For your viewing pleasure

Published 10:06 am Saturday, October 10, 2009

Cable television broadcasts of Franklin City Council meetings, beginning as soon as this month, will build on council members’ efforts over the past year to make city government more transparent and more accessible to the citizenry.

It is, on balance, a positive development — and responsive to the strong message voters sent in the May 2008 city elections about their desire to be better informed.

It is not without disadvantages, however.

Having covered both televised and non-televised meetings during my many years of community journalism, I’ve seen first-hand the downsides of the former.

Primarily, look for council meetings to last longer. It’s no coincidence that meetings of the Isle of Wight County Board of Supervisors, which are taped for later broadcast on cable, last longer than do meetings of the Southampton County Board of Supervisors, which are not televised.

Invariably, televised meetings attract those who like to pontificate for the cameras. “Citizens’ Time” and other public-comment portions of City Council meetings will draw more citizens. That’s a good thing generally, but know that it won’t all be quality dialog. It’s a given that gadflies will proliferate, given a new forum and expanded audience for their soapboxes.

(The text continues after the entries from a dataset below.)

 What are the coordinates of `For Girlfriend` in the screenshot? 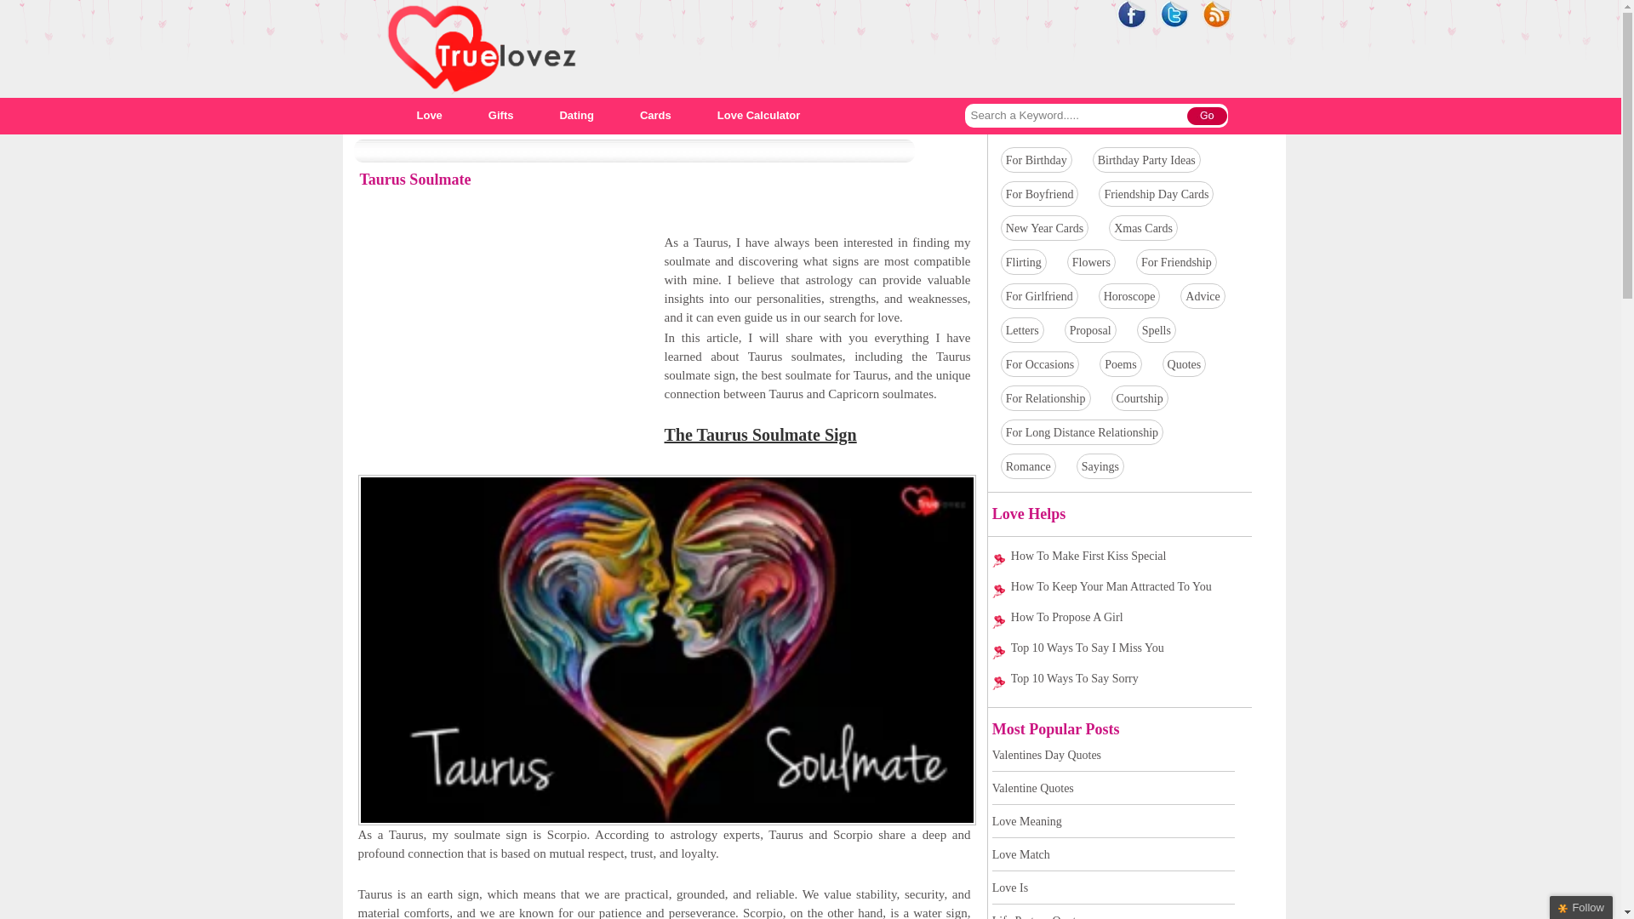 It's located at (1040, 296).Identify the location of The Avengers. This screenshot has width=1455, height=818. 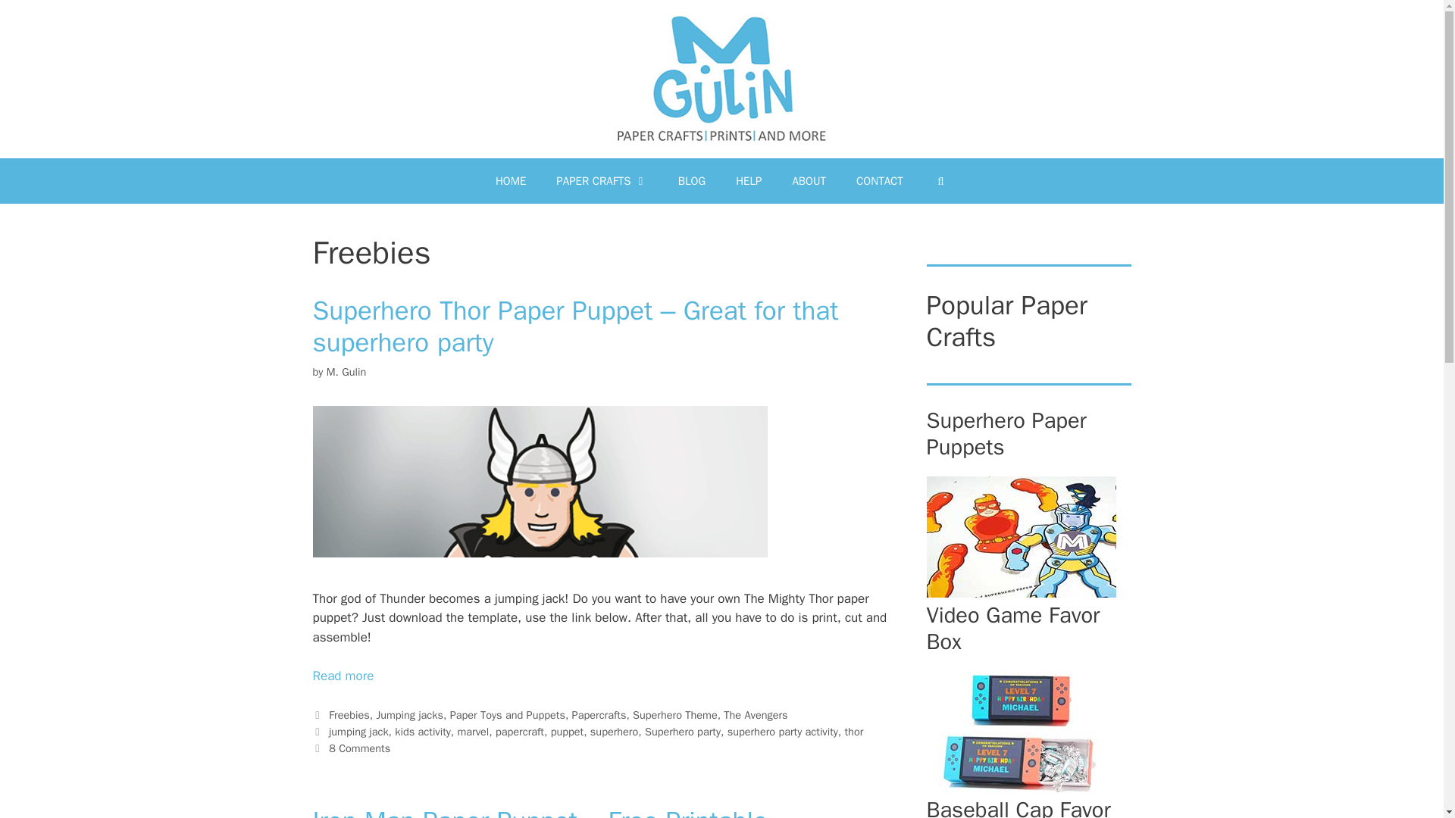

Board members themselves are prone to getting caught up in the spirit of pontification, especially at election time. This shouldn’t be a big problem for the current Franklin council, whose members tend not to be proud orators.

The job of the presiding officer — Franklin Mayor Jim Councill, or Vice Mayor Raystine Johnson in his absence — will become tougher. The council’s reasonable time limits on citizen participation must be enforced, lest a meeting drag on all night. Cutting off a speaker can be a tricky balancing act between firm leadership and heavy-handedness.

Cameras can encourage violations of other rules of decorum, so the chairman must work hard to remain in control.

Televised meetings, in rarer cases, can have the opposite effect. Camera-shy people, whether council members, staff members or citizens, will resist the urge to speak out because of how they will come across on TV. Anything that restrains candor is unfortunate.

Those are inconveniences that can be tolerated — and controlled, to the best extent possible — in exchange for the overriding benefit of a more accessible government.

There’s a misnomer that government should be pretty and smooth. Effective government rarely is. Lawmaking often has been compared to sausage-making, and the metaphor is apt.

More important than appearance is authenticity — and the ability of citizens to see for themselves their government at work, warts and all.